Ayanokōji hasn't moved. The room bends around the fact of his stillness. He's not pretending not to notice me. He's choosing to see me and wait.
Our eyes meet.
It makes a shape in the air that other people can feel but can't describe. The room is loud, but the sound tilts away from us as if to leave the space clear. He doesn't narrow his gaze. He doesn't raise an eyebrow. He doesn't do anything that would give away the math behind his attention. He simply looks, in that way that makes other people discover they're talking too much.
So you're the original.
You're the curve they compared me to.
You're the reason a dozen white rooms exist—one in brick, one in rules, one under my ribs.
I let my face go smooth the way they trained it to, then ruined it by making sure it matched nothing inside. This isn't hatred. It's not even rivalry yet. It's recognition—the kind you feel when you see a landmark from a map you weren't supposed to have.
Behind me, someone whispers violence can lead to expulsion. Another voice says Hōsen always goes too far. Words clutter the air like leaves. None of them matter.
Ayanokōji blinks once. The blink is not a message. The lack of one is. He has measured me and decided not to file the report yet.
You look plain, I think. But so do certain keys until you learn which ones make doors open.
If he is the question, I am not here to be the answer they wrote for me.
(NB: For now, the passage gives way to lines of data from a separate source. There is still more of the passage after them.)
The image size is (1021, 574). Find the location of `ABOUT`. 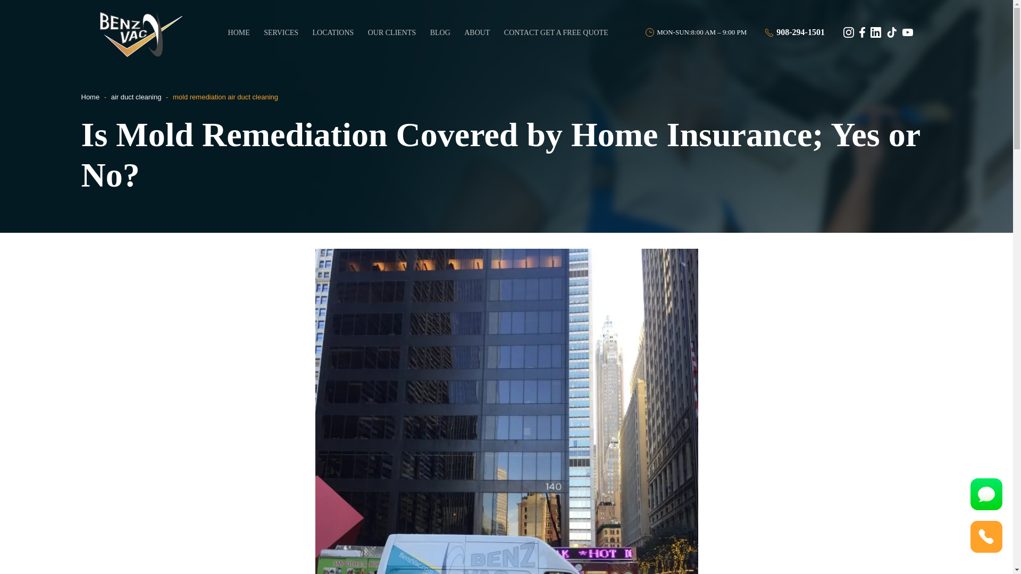

ABOUT is located at coordinates (478, 32).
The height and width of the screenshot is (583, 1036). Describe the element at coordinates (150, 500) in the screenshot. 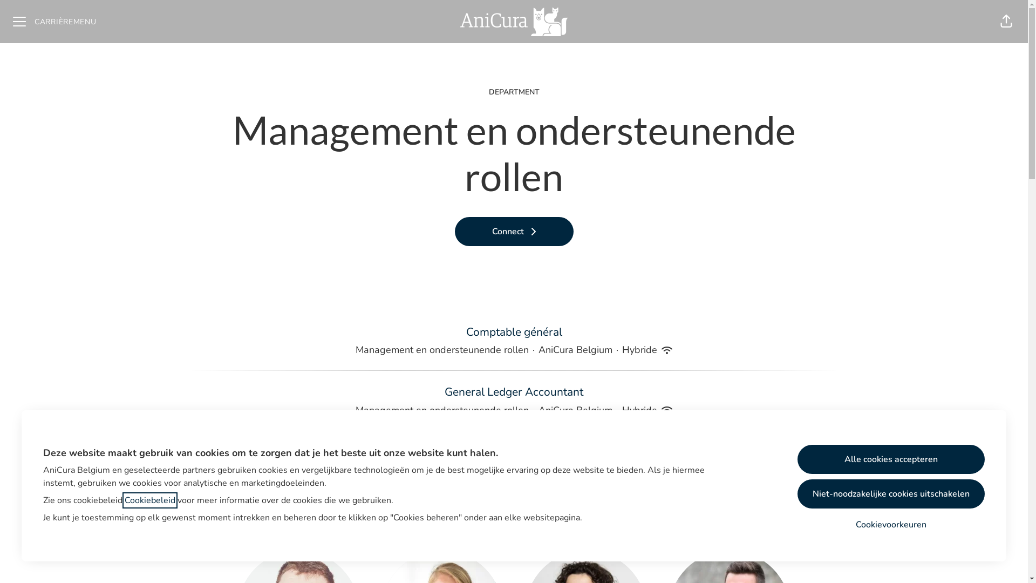

I see `Cookiebeleid` at that location.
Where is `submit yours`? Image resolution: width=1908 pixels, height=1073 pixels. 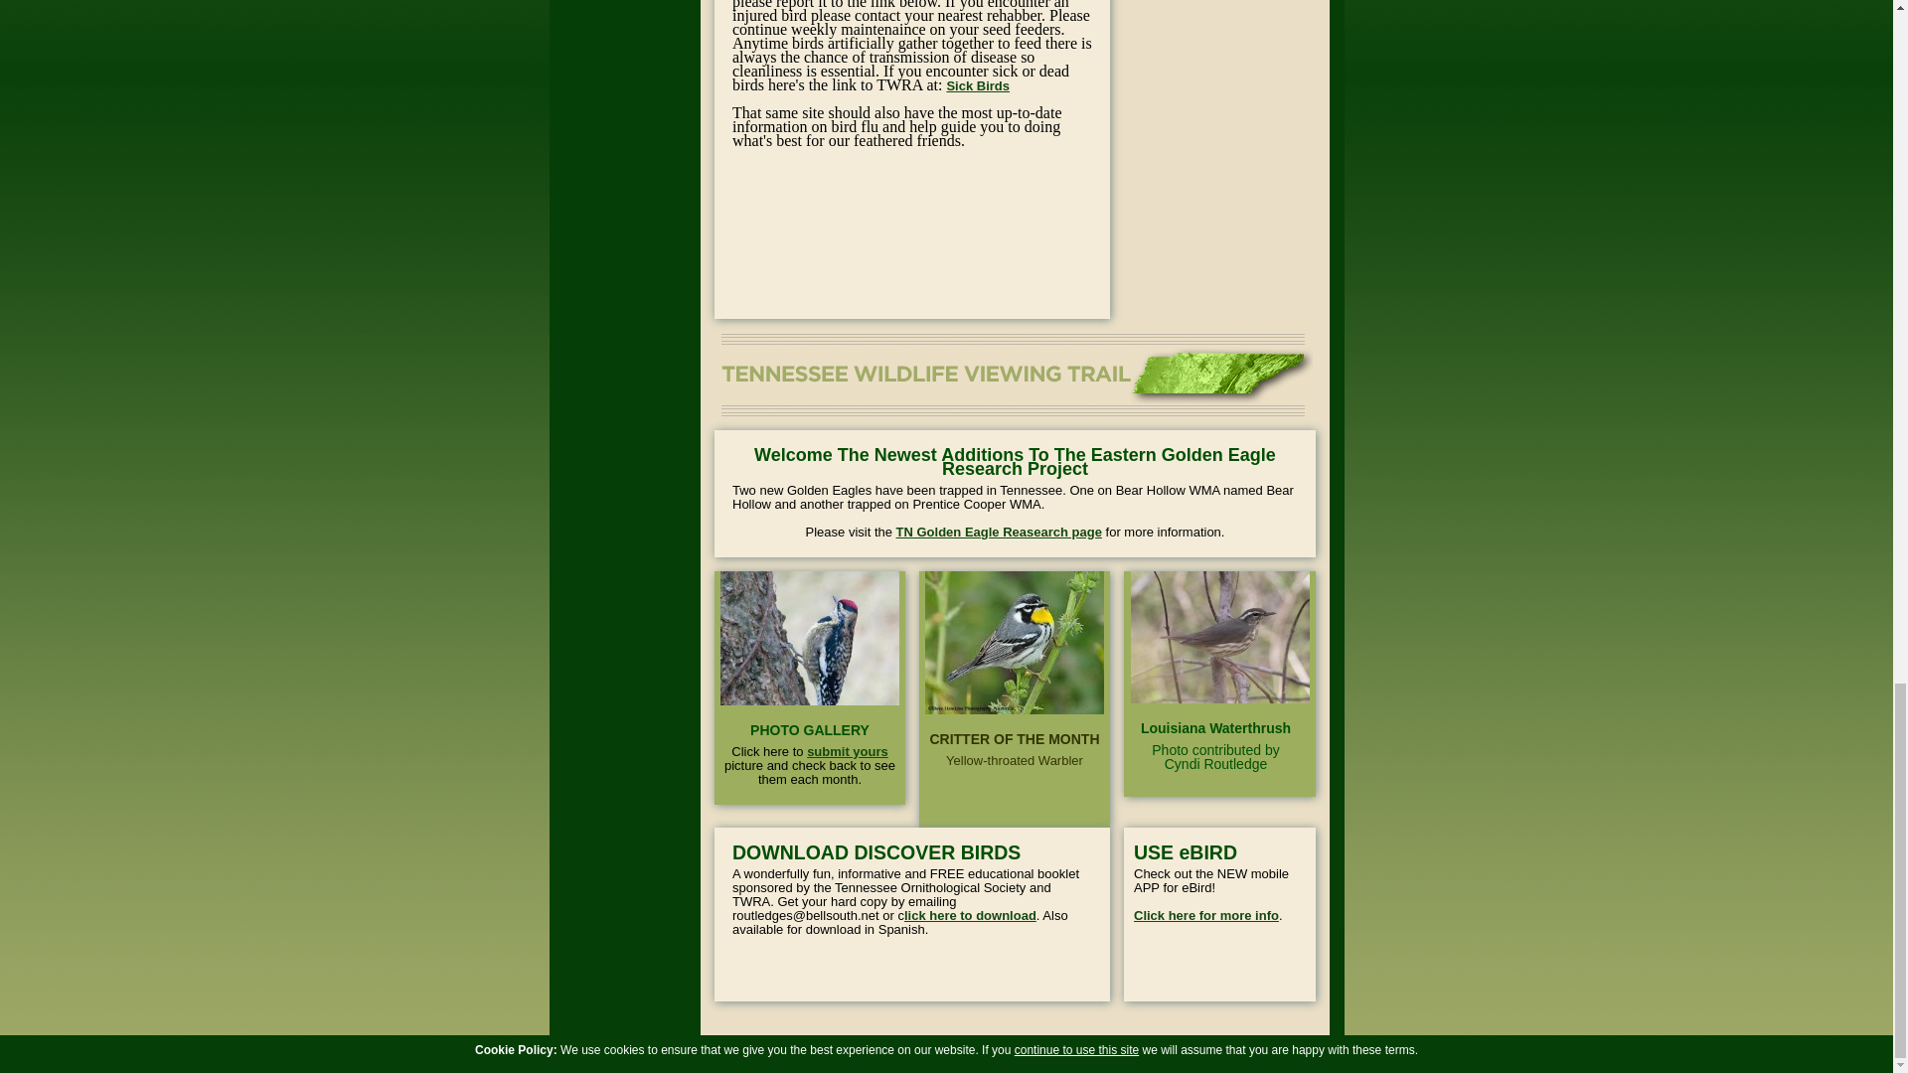
submit yours is located at coordinates (848, 751).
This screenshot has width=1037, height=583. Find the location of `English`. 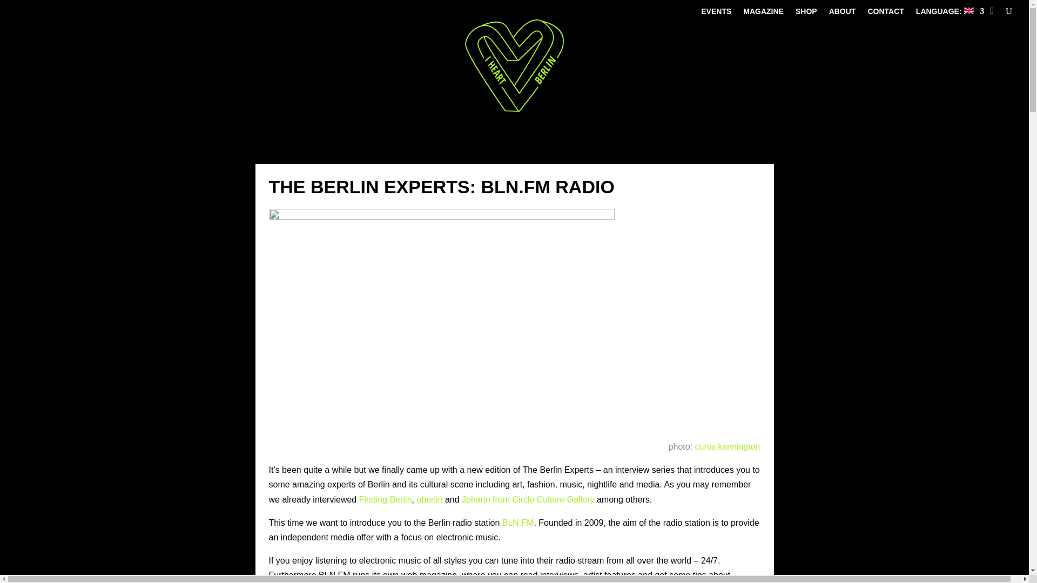

English is located at coordinates (950, 13).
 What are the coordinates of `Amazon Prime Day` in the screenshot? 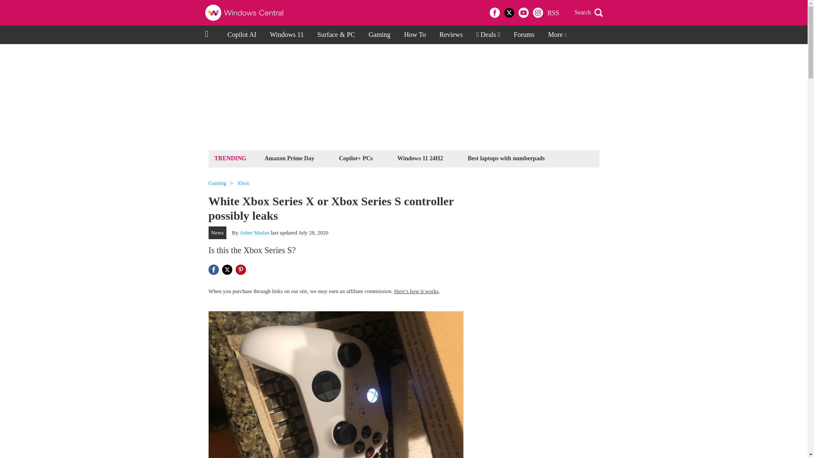 It's located at (289, 158).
I am here to write my own test.
Horikita says something to Sudō that sounds like a leash disguised as advice. Kushida offers Ibuki a gentle concern that earns her a look with edges. Nanase was gone down the hall Were Hōsen went. Life starts moving forward again in that graceless way it always does after danger decides to wait for a better time.
We don't move.
He watches me without staring. I watch him without flinching. The line between observation and confrontation is thin; we stand on it like it's a beam above water.
No lines spoken. No names offered. No posture changed.
Two red blazers under fluorescent light, both pretending to be part of the wallpaper. Two generations of the same project, pretending the other isn't a mirror.
Around us, the hallway empties a little, but not enough to matter. Enough people remain to tell the story later, stripped of the parts that matter, because no one knows how to share a silence without ruining it.
The air feels heavy — not angry, not violent — just dense with the weight of recognition. Ayanokōji's stillness presses on the room until even Horikita seems to sense something unspoken happening between us.
For a long moment, neither of us moves. Then I do.
One step forward. Slow. Deliberate.
His eyes don't widen. Of course they don't. He just watches, the way a hawk might watch a leaf fall — not threatened, but interested enough to measure its trajectory.
I stop a short distance away, the kind that feels too close for strangers and too formal for friends.
"Nice to meet you," I say quietly, my voice cutting through the hum of the hallway.
A pause. The words hang there, heavier than they should.
Then I finish, just as calm — but with something electric beneath the surface.
"Nice to meet you, Ayanokōji Kiyotaka."
His name lands between us like the drop of a coin in a glass of still water — a soft sound that carries farther than anyone expects.
Ayanokōji's gaze lingers, unreadable. Maybe he's wondering who I am. Maybe he already knows.
I hold the stare until I see the faintest shift — the smallest flicker behind his expression. Then, nothing.
The silence resets itself.
Two experiments, face to face.
And for the first time in my life, I'm not the one being observed.